That does, however, make it ever trickier to hunt down examples that haven’t been tuned, crashed or eaten by corrosion. The pair we have here must be among Britain’s very best remaining examples of each, and they both represent the apples of their respective owner’s eye.
The 1999 106 GTi has joined us from South Wales, where Carl Lampard has kept it for seven years, fully repainting it in its dazzling Sundance Yellow during a restoration to borderline brand- new condition. Everything, down to its official 106 GTi mats, looks as standard as the day it was born.

The 1997 Saxo VTS driven up from the south coast by Zac Jiggins is more demure still, a very early Quartz Silver car lacking even a rear spoiler to hint at any aggression beneath.
He has owned his Citroën for five years, and it arrives in front of photographer Jack’s camera fresh from an engine rebuild to ensure it feels as factory-fit as it looks. Both Carl and Zac appear too young to have lusted after these cars new but, crucially, they’re pouring their time and money into faithfully maintaining their original condition now. A true antithesis to the clientele who could have got their modifying mitts on these cars new.
Two special cars, then, ensuring today isn’t about cutting the same outlandish shapes as Tiff Needell on Autocar’s £15,000 performance mega-test around Rockingham in 2003, when these cars laid waste to some huge names to finish fourth and fifth out of 25 cars. Yep, 25 sub-£15k cars. You can barely get a base-spec Dacia for £15k now.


What to produce: Reproduce the entries word for word but drop every picture.

(Data excerpts)
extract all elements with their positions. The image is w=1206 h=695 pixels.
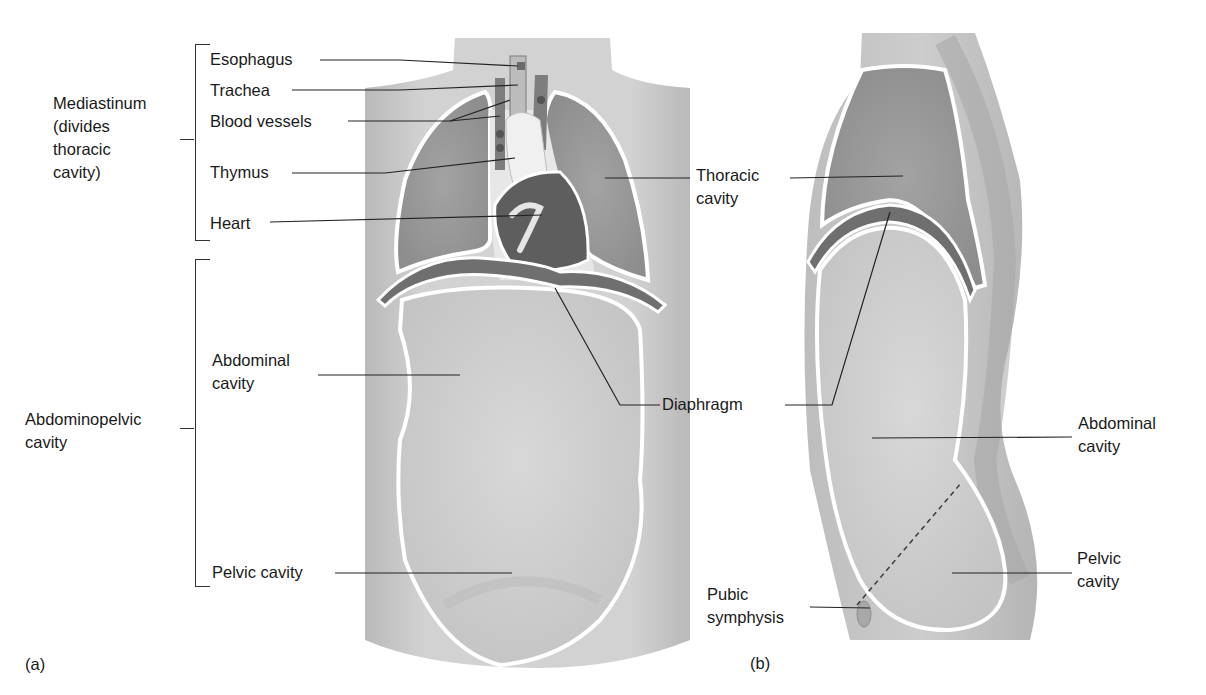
diagram-artwork — [0, 0, 1206, 695]
body-cavities-diagram: Mediastinum (divides thoracic cavity) Ab… — [0, 0, 1206, 695]
caption-panel-a: (a) — [25, 653, 45, 676]
abdominopelvic-bracket — [195, 259, 210, 587]
label-pelvic-cavity-b: Pelvic cavity — [1077, 547, 1121, 593]
label-pelvic-cavity-a: Pelvic cavity — [212, 561, 303, 584]
mediastinum-bracket-tick — [180, 139, 194, 140]
abdominopelvic-bracket-tick — [180, 428, 194, 429]
caption-panel-b: (b) — [750, 652, 770, 675]
label-abdominopelvic-cavity: Abdominopelvic cavity — [25, 408, 141, 454]
label-abdominal-cavity-a: Abdominal cavity — [212, 349, 290, 395]
pubic-symphysis-shape — [857, 601, 871, 627]
abdominopelvic-cavity-anterior — [398, 288, 642, 665]
label-abdominal-cavity-b: Abdominal cavity — [1078, 412, 1156, 458]
label-pubic-symphysis: Pubic symphysis — [707, 583, 784, 629]
label-esophagus: Esophagus — [210, 48, 293, 71]
label-heart: Heart — [210, 212, 250, 235]
label-thymus: Thymus — [210, 161, 269, 184]
label-thoracic-cavity: Thoracic cavity — [696, 164, 759, 210]
torso-lateral — [804, 33, 1037, 640]
label-diaphragm: Diaphragm — [662, 393, 743, 416]
label-trachea: Trachea — [210, 79, 270, 102]
mediastinum-bracket — [195, 44, 210, 241]
label-blood-vessels: Blood vessels — [210, 110, 312, 133]
label-mediastinum: Mediastinum (divides thoracic cavity) — [53, 92, 147, 184]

Response to the task:
extract all elements with their positions. The image is w=1206 h=695 pixels.
diagram-artwork — [0, 0, 1206, 695]
body-cavities-diagram: Mediastinum (divides thoracic cavity) Ab… — [0, 0, 1206, 695]
caption-panel-a: (a) — [25, 653, 45, 676]
abdominopelvic-bracket — [195, 259, 210, 587]
label-pelvic-cavity-b: Pelvic cavity — [1077, 547, 1121, 593]
label-pelvic-cavity-a: Pelvic cavity — [212, 561, 303, 584]
mediastinum-bracket-tick — [180, 139, 194, 140]
abdominopelvic-bracket-tick — [180, 428, 194, 429]
caption-panel-b: (b) — [750, 652, 770, 675]
label-abdominopelvic-cavity: Abdominopelvic cavity — [25, 408, 141, 454]
label-abdominal-cavity-a: Abdominal cavity — [212, 349, 290, 395]
pubic-symphysis-shape — [857, 601, 871, 627]
abdominopelvic-cavity-anterior — [398, 288, 642, 665]
label-abdominal-cavity-b: Abdominal cavity — [1078, 412, 1156, 458]
label-pubic-symphysis: Pubic symphysis — [707, 583, 784, 629]
label-esophagus: Esophagus — [210, 48, 293, 71]
label-heart: Heart — [210, 212, 250, 235]
label-thymus: Thymus — [210, 161, 269, 184]
label-thoracic-cavity: Thoracic cavity — [696, 164, 759, 210]
torso-lateral — [804, 33, 1037, 640]
label-diaphragm: Diaphragm — [662, 393, 743, 416]
label-trachea: Trachea — [210, 79, 270, 102]
mediastinum-bracket — [195, 44, 210, 241]
label-blood-vessels: Blood vessels — [210, 110, 312, 133]
label-mediastinum: Mediastinum (divides thoracic cavity) — [53, 92, 147, 184]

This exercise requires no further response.